Arab school principals ‘obstructing national service’

Students who volunteer to work in state-backed program face strong opposition, report says

Stuart Winer is a breaking news editor at The Times of Israel.

(Illustrative) Young Arab girls seen studying during a lesson in an East Jerusalem elementary school, December 13, 2011. (photo credit: Kobi Gideon/FLASH90)
(Illustrative) Young Arab girls seen studying during a lesson in an East Jerusalem elementary school, December 13, 2011. (photo credit: Kobi Gideon/FLASH90)

Arab high school students who volunteer to serve in the country’s national service program must battle against the objections of their own principals — and those of the Arab community schools they are supposed to serve in.

According to a report in the Hebrew daily Maariv on Sunday, students who attempted to perform volunteer service in schools were instructed to not interact with the children they were supposed to be helping. Teachers were likewise ordered to not involve the volunteers in lessons.

The discouraging attitude comes from school principals and the heads of regional authorities — despite the fact that they themselves are employees of the state, the report said.

Israel’s Arab population is exempt from compulsory national service, but individuals may volunteer to either serve in the army or in a national service program that provides teaching and nursing assistance staff.

Students can sign up for the program during their final year of high school and then begin serving after they leave school. However, regional coordinators among the Israel’s Arab population reported that they have been turned away by many schools after offering to help sign up students for the program.

Fadal Salalha, a coordinator in the Shivyon Hevrati nonprofit organization that aims to assist Arab volunteers for national service, told Maariv that when he approached various schools about the possibility of taking in volunteers to help out in classes, he encountered objections from the school principals.

“Some of them refused to take any volunteers because they object to the idea of national service as a matter of principle,” he said. “Some of them excused themselves by saying that the head of the local authority where the school was located objects to the idea and they didn’t want to get in trouble.”

Aside from the benefit that the volunteers have to offer by assisting in the school, Salaha also pointed out the egregious contradiction inherent in the situation.

“Both the school principals and the heads of the local authorities are civil servants,” he explained. “It would be appropriate that someone in the education or interior ministry give an opinion about the fact that employees of those ministries object to national service in the state from which they get their wages.”

The trend has become such a problem that the chairman of the National Service Administration, Sar-Shalom Jarbi, recently sent a letter to Education Minister Shai Piron asking him to look into the matter and ensure that volunteers are able to function within schools effectively and safely.

The anti-volunteer sentiment was also expressed by MK Jamal Zahalke (Balad) during a conference last month of the Arab Higher Monitoring Committee, a body that coordinates the activities of Arab organizations in Israel.

Young Arab men and women who did national service would be boycotted by the community, he predicted, and would not be able to find marriage partners. Zahalke claimed Israel was encouraging Arabs to serve the state in order to weaken their identity and make them assimilate into broader Israeli culture.

Arab citizens may volunteer to serve in the IDF, a practice that has divided the community. Incitement against  Christian Arab volunteers and those who back them has increased in recent months.

Despite the reported reluctance to accept volunteers in schools, the administration said the number of Arab volunteers has doubled in the last two years, with 3,000 currently serving in the program.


Problem statement
Pull out from the material below all lines with "human".
* * *
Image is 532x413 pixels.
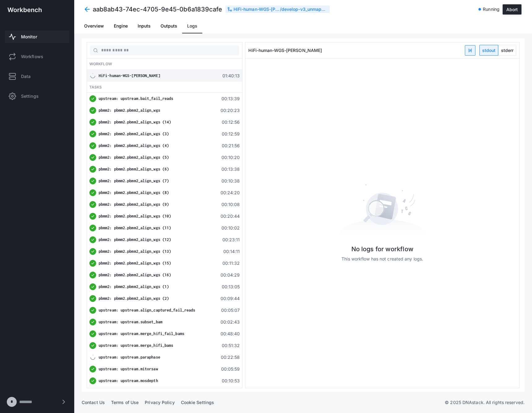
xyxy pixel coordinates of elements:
[234,6,280,13] div: HiFi-human-WGS-[PERSON_NAME]
[21,54,43,60] span: Workflows
[503,4,522,15] button: Abort
[220,354,240,361] span: 00:22:58
[220,248,240,255] span: 00:14:11
[499,45,516,55] span: stderr
[220,119,240,125] span: 00:12:56
[220,73,240,79] span: 01:40:13
[480,45,498,55] span: stdout
[98,296,169,301] span: pbmm2: pbmm2.pbmm2_align_wgs (2)
[98,167,169,172] span: pbmm2: pbmm2.pbmm2_align_wgs (6)
[220,95,240,102] span: 00:13:39
[220,378,240,384] span: 00:10:53
[98,143,169,148] span: pbmm2: pbmm2.pbmm2_align_wgs (4)
[220,284,240,290] span: 00:13:05
[87,59,242,70] div: Workflow
[98,178,169,183] span: pbmm2: pbmm2.pbmm2_align_wgs (7)
[98,108,160,112] span: pbmm2: pbmm2.pbmm2_align_wgs
[98,320,162,324] span: upstream: upstream.subset_bam
[220,213,240,219] span: 00:20:44
[98,367,158,371] span: upstream: upstream.mitorsaw
[98,249,171,254] span: pbmm2: pbmm2.pbmm2_align_wgs (13)
[445,400,525,406] p: © 2025 DNAstack. All rights reserved.
[98,355,160,359] span: upstream: upstream.paraphase
[21,93,39,99] span: Settings
[145,400,174,405] a: Privacy Policy
[248,48,322,53] span: HiFi-human-WGS-[PERSON_NAME]
[98,96,173,101] span: upstream: upstream.bait_fail_reads
[98,331,184,336] span: upstream: upstream.merge_hifi_fail_bams
[98,132,169,137] span: pbmm2: pbmm2.pbmm2_align_wgs (3)
[220,366,240,372] span: 00:05:59
[21,34,37,40] span: Monitor
[220,331,240,337] span: 00:48:40
[98,120,171,124] span: pbmm2: pbmm2.pbmm2_align_wgs (14)
[98,261,171,266] span: pbmm2: pbmm2.pbmm2_align_wgs (15)
[5,51,69,63] a: Workflows
[220,308,240,313] span: 00:05:07
[220,178,240,184] span: 00:10:38
[282,6,328,13] div: develop-v3_unmapped
[483,6,500,13] span: Running
[87,82,242,93] div: Tasks
[220,225,240,231] span: 00:10:02
[161,24,177,28] span: Outputs
[220,154,240,161] span: 00:10:20
[220,237,240,243] span: 00:23:11
[98,214,171,219] span: pbmm2: pbmm2.pbmm2_align_wgs (10)
[82,400,105,405] a: Contact Us
[220,295,240,302] span: 00:09:44
[226,6,330,13] div: /
[5,90,69,103] a: Settings
[5,70,69,83] a: Data
[220,108,240,114] span: 00:20:23
[352,245,414,254] h4: No logs for workflow
[220,343,240,349] span: 00:51:32
[98,155,169,160] span: pbmm2: pbmm2.pbmm2_align_wgs (5)
[181,400,214,405] a: Cookie Settings
[98,308,195,313] span: upstream: upstream.align_captured_fail_reads
[220,260,240,267] span: 00:11:32
[98,226,171,230] span: pbmm2: pbmm2.pbmm2_align_wgs (11)
[220,190,240,196] span: 00:24:20
[98,238,171,242] span: pbmm2: pbmm2.pbmm2_align_wgs (12)
[220,319,240,325] span: 00:02:43
[98,273,171,277] span: pbmm2: pbmm2.pbmm2_align_wgs (16)
[220,272,240,278] span: 00:04:29
[7,7,42,13] img: workbench-logo-white.svg
[339,184,426,235] img: No results image
[98,202,169,206] span: pbmm2: pbmm2.pbmm2_align_wgs (9)
[187,24,197,28] span: Logs
[5,31,69,43] a: Monitor
[98,73,160,78] span: HiFi-human-WGS-[PERSON_NAME]
[98,343,173,348] span: upstream: upstream.merge_hifi_bams
[111,400,139,405] a: Terms of Use
[93,5,222,13] h4: aab8ab43-74ec-4705-9e45-0b6a1839cafe
[220,166,240,172] span: 00:13:38
[138,24,151,28] span: Inputs
[21,73,31,79] span: Data
[220,143,240,149] span: 00:21:56
[98,190,169,195] span: pbmm2: pbmm2.pbmm2_align_wgs (8)
[220,131,240,137] span: 00:12:59
[98,378,158,383] span: upstream: upstream.mosdepth
[114,24,128,28] span: Engine
[342,256,423,262] span: This workflow has not created any logs.
[84,24,104,28] span: Overview
[98,284,169,289] span: pbmm2: pbmm2.pbmm2_align_wgs (1)
[220,202,240,208] span: 00:10:08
* * *
Task output
[234,6,280,13] div: HiFi-human-WGS-[PERSON_NAME]
[248,48,322,53] span: HiFi-human-WGS-[PERSON_NAME]
[98,73,160,78] span: HiFi-human-WGS-[PERSON_NAME]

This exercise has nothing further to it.